Staff Columnists
Porn stars can read too
A few weeks ago, Sasha Grey took part in Read Across America. She read a book to a group of underprivileged first graders at Emerson Elementary School in Los Angeles. The story should have ended there. Sasha Gray used to be a porn star, however, and that changes everything. When the story came out, the students’ parents reacted with outrage. This story is disturbing not because someone who used to be involved in the porn industry read to a group of children. As we live in a supposedly tolerant society, drawing attention to someone’s sexual past should not be an acceptable response when he or she does community service. Sasha Grey is not a fallen woman. Frankly, it’s hypercritical to even mention her pornographic career as some sort of societal disqualifier when porn consumers are not treated as harshly. People can do two things.
Sasha Grey was not there to represent the porn industry or put condoms on bananas. Nor was she was she there for Career Day. She even managed to leave her assless chaps at home. Her presence at the school was meant to be an entirely positive experience for the students, who were all young enough to be completely ignorant of her past. She volunteered as a person who supports education, nothing more. The school denied that she had ever been there in the first place. Unfortunately for the school, Gray tweeted about her experience to share how positive it was. I’m hoping someone saw that tweet and was inspired to give back to their community. Someone else saw it and decided that she was corrupting the youth of Los Angeles.
Sex occupies a strange place in our society. It’s everywhere in the public sphere from billboards to movie theaters. Pornography, while legal and consumed by a significant part of the population, is still considered taboo. Actually performing in porn? What decent person would ever do that? There are problems with some aspects of the sex industry, but it’s not the sex act itself. Some young women pay for college by stripping. There’s a market for it, they get paid plenty, and they graduate with degrees. Sexual activity among consenting adults, whether it be public stripping or private role-playing, should not be considered shameful. Such acts should not define a person either. There is not a necessary dichotomy between sex work and being a decent person. Former strippers should still be able to become teachers, doctors and lawyers. Former, and for that matter, current porn stars should be able to read to children without judgment.
But perhaps there is something about porn that deserves criticism. Is porn inherently demeaning to women? Some porn can only be described as misogynistic, but in the end, it’s just porn, just like Hostel is just a movie and Mad Men is just a TV show. Don Draper has become a cultural icon, and let’s face it, he’s sexist—but at least he wears really well-cut suits. Unofficially marginalizing female porn stars, on the other hand, only reinforces sexism. Adult women, far from able to take control of their sex lives (commercial and private), are reduced to either victims or fallen women.
At Washington University, we watch porn, prurient college students that we are. Many of us also drink and some of us even smoke pot. Many Wash. U. students also do community service throughout St. Louis, including tutoring children. These activities make a positive difference in those children’s lives, no matter what we do on the weekends. The principle is the same. As adults, we understand the distinctions between the different roles in our lives—students and partiers, tutors and porn consumers.
In regards to the incident, Grey said, “I believe in the future of our children, and I will remain an active supporter and participant in education-focused initiatives.” That should be enough explanation for her actions.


### [Problem to solve]
If a line in the material below holds the string "chart", tally it, then give the tally alone.

### [Input]

=== Begin Enclosure ===

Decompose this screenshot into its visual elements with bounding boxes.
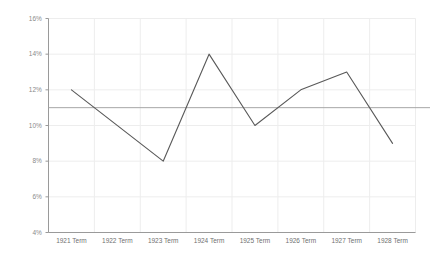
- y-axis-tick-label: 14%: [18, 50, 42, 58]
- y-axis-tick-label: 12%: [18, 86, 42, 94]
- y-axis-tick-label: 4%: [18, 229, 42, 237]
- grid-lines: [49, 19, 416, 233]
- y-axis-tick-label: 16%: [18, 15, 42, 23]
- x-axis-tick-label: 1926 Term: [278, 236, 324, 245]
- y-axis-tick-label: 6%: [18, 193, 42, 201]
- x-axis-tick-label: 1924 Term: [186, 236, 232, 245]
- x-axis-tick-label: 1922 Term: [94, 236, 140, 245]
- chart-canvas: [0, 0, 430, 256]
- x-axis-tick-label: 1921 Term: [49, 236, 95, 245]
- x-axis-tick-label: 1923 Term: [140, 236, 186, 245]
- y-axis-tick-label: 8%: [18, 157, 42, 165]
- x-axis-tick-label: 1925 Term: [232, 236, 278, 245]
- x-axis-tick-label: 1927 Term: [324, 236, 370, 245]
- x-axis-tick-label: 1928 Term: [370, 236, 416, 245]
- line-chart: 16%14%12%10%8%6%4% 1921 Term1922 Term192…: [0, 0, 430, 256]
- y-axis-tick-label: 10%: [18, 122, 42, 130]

=== End Enclosure ===
=== Begin Enclosure ===

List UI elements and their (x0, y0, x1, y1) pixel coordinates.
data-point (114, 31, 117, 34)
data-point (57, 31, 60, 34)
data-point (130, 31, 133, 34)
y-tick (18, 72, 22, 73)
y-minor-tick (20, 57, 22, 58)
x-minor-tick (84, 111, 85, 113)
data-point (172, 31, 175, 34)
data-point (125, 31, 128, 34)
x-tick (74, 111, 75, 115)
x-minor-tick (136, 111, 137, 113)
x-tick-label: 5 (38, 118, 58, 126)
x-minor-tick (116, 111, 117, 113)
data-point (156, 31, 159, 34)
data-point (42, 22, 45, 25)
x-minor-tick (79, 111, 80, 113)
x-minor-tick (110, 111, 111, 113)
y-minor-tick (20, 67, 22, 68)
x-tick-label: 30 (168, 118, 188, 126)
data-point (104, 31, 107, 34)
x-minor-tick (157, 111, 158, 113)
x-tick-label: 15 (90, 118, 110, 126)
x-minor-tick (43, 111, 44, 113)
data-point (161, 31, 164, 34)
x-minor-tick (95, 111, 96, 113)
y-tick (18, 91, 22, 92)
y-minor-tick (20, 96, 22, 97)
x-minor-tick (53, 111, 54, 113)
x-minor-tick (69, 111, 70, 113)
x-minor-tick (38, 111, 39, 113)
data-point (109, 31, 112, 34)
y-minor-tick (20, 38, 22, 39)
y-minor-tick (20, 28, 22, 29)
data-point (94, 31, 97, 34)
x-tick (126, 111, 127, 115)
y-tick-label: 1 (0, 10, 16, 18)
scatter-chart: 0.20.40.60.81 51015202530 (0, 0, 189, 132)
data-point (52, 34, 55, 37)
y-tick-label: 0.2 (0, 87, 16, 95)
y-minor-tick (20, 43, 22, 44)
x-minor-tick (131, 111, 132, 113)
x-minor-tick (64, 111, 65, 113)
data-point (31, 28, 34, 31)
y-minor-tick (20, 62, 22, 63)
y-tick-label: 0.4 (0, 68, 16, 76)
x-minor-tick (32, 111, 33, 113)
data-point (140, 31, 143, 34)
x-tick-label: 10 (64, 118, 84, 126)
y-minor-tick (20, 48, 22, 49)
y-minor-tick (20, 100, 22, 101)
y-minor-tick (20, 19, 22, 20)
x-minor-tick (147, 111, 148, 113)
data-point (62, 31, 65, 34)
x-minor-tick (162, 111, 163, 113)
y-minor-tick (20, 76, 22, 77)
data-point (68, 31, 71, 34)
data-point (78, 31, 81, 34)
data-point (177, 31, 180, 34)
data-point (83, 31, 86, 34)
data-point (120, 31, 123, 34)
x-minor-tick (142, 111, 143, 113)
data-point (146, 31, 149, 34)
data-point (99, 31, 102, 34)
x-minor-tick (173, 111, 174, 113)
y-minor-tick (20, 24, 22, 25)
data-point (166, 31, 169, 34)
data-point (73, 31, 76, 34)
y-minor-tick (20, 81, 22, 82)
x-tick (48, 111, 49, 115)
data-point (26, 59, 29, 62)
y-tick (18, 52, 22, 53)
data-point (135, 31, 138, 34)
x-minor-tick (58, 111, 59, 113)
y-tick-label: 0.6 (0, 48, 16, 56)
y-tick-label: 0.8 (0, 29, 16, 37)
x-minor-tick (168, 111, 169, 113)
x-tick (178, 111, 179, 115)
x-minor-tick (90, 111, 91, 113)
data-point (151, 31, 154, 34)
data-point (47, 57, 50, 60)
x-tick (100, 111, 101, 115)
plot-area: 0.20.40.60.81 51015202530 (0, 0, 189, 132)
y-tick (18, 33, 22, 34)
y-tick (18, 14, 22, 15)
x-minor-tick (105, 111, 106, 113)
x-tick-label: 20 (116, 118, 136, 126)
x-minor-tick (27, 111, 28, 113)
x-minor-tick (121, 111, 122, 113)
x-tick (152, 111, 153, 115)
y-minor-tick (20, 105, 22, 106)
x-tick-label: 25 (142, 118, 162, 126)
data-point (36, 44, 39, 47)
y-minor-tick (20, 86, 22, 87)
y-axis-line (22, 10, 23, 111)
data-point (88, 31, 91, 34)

=== End Enclosure ===

### [Result for this task]
3